High-performance computer simulation of laser-driven X-ray microscopy

Funding
Competition funded View fees and funding
Type of degree
Doctor of Philosophy
Entry requirements
2:1 View full entry requirements
Faculty graduate school
Faculty of Engineering and Physical Sciences
Closing date

About the project

We are looking for a PhD student to join our interdisciplinary team of students, postdocs, and senior researchers with backgrounds in physics, chemistry, and engineering, to work on the development of a new femtosecond laser-based source of X-ray pulses approaching the attosecond regime (less than a millionth of a billionth of a second long).

 

Generation of such femtosecond and attosecond X-ray pulses using intense laser pulses has transformed ultrafast science, as recognised by the 2023 Nobel Prize in Physics. The ability to produce coherent ultrafast X-ray pulses has applications in many areas, from the investigation of ultrafast molecular dynamics to biomedical imaging. In this PhD project you will exploit computer simulations to develop sources for X-ray microscopy which will be realised in our labs at the University of Southampton and at the Rosalind Franklin Institute at the Rutherford Appleton Laboratories, near Oxford.

New femtosecond fibre laser-based ultrafast pulse sources and novel hollow-core optical fibres have the potential to produce brighter and shorter-wavelength X-ray pulses. The project will investigate theoretically and numerically how these new sources can be developed and optimised, in parallel with the experimental work in our labs. You will investigate all effects that contribute to X-ray emission by high-harmonic generation, including propagation of ultrashort intense laser pulses through a dilute gas, ionisation of the gas by these pulses, the interaction of the resulting plasma with the laser, and the subsequent X-ray emission by atomic recombination.

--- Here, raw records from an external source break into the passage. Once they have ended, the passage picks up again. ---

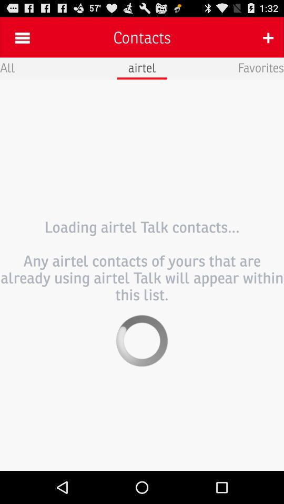 The height and width of the screenshot is (504, 284). I want to click on flip until the favorites item, so click(261, 67).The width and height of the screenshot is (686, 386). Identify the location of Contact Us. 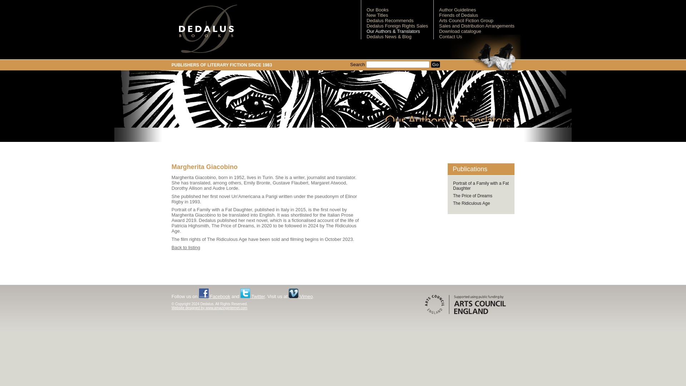
(450, 36).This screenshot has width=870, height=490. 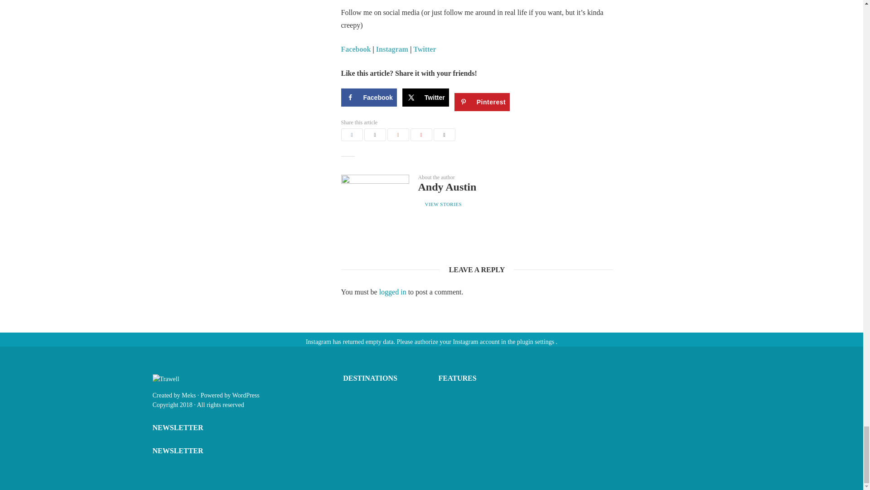 What do you see at coordinates (482, 102) in the screenshot?
I see `Save to Pinterest` at bounding box center [482, 102].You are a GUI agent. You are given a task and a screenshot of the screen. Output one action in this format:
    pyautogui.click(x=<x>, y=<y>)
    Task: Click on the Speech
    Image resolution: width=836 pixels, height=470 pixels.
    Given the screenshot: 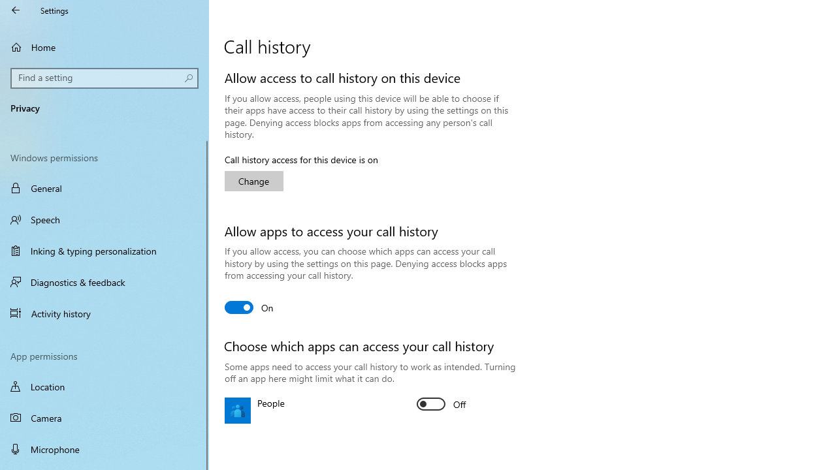 What is the action you would take?
    pyautogui.click(x=104, y=219)
    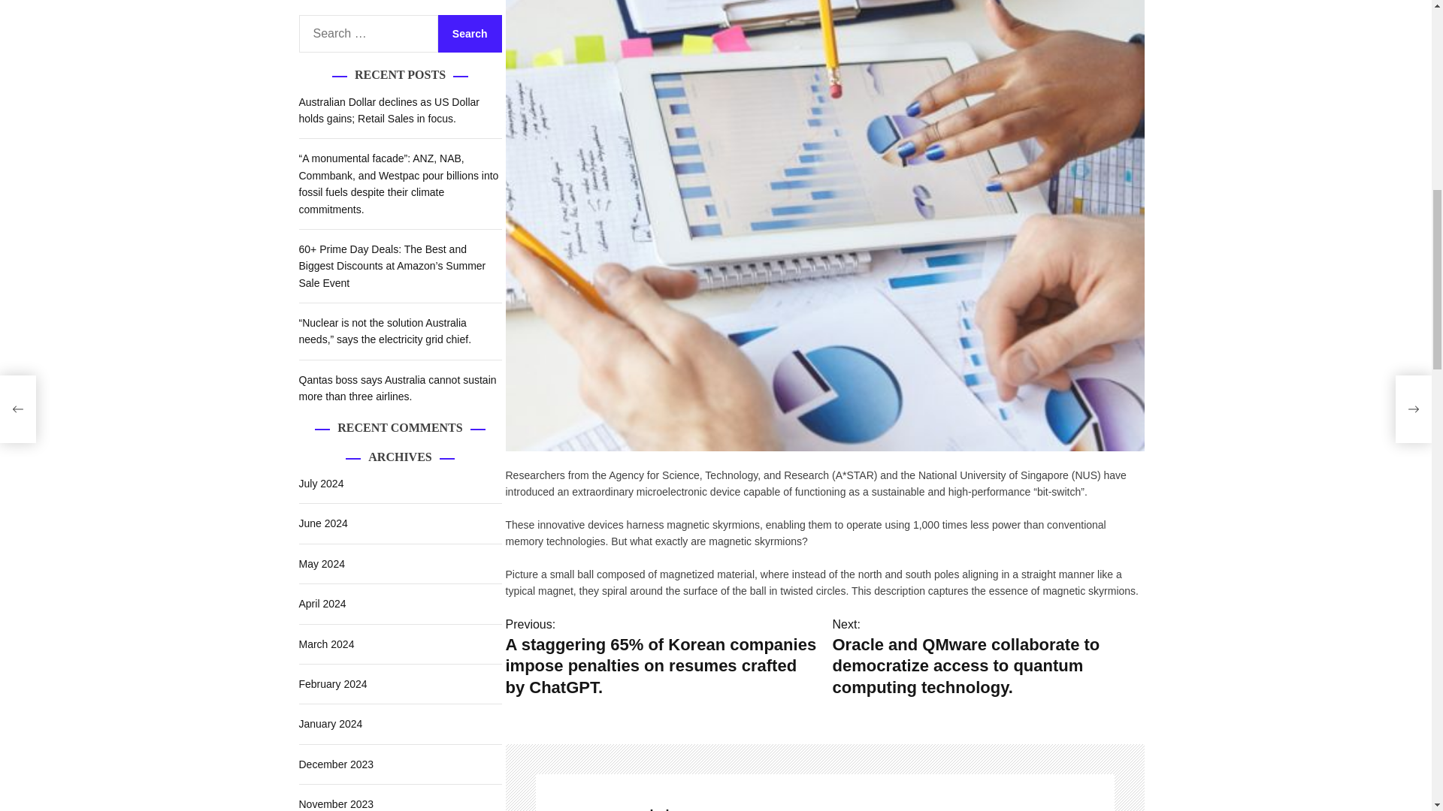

You will be developing the comprehensive computer model used within our group as the basis for this project. The code is written in C++ and Python and runs on the Southampton supercomputer cluster Iridis. The project is therefore best suited for a student with a strong interest in programming and high-performance computing as well as a background in physics, nonlinear optics and/or lasers. You will benefit from the world-leading expertise in these fields by your collaborators and work in a supportive group of like-minded researchers, leading you to a PhD in an exciting new area of physics and technology.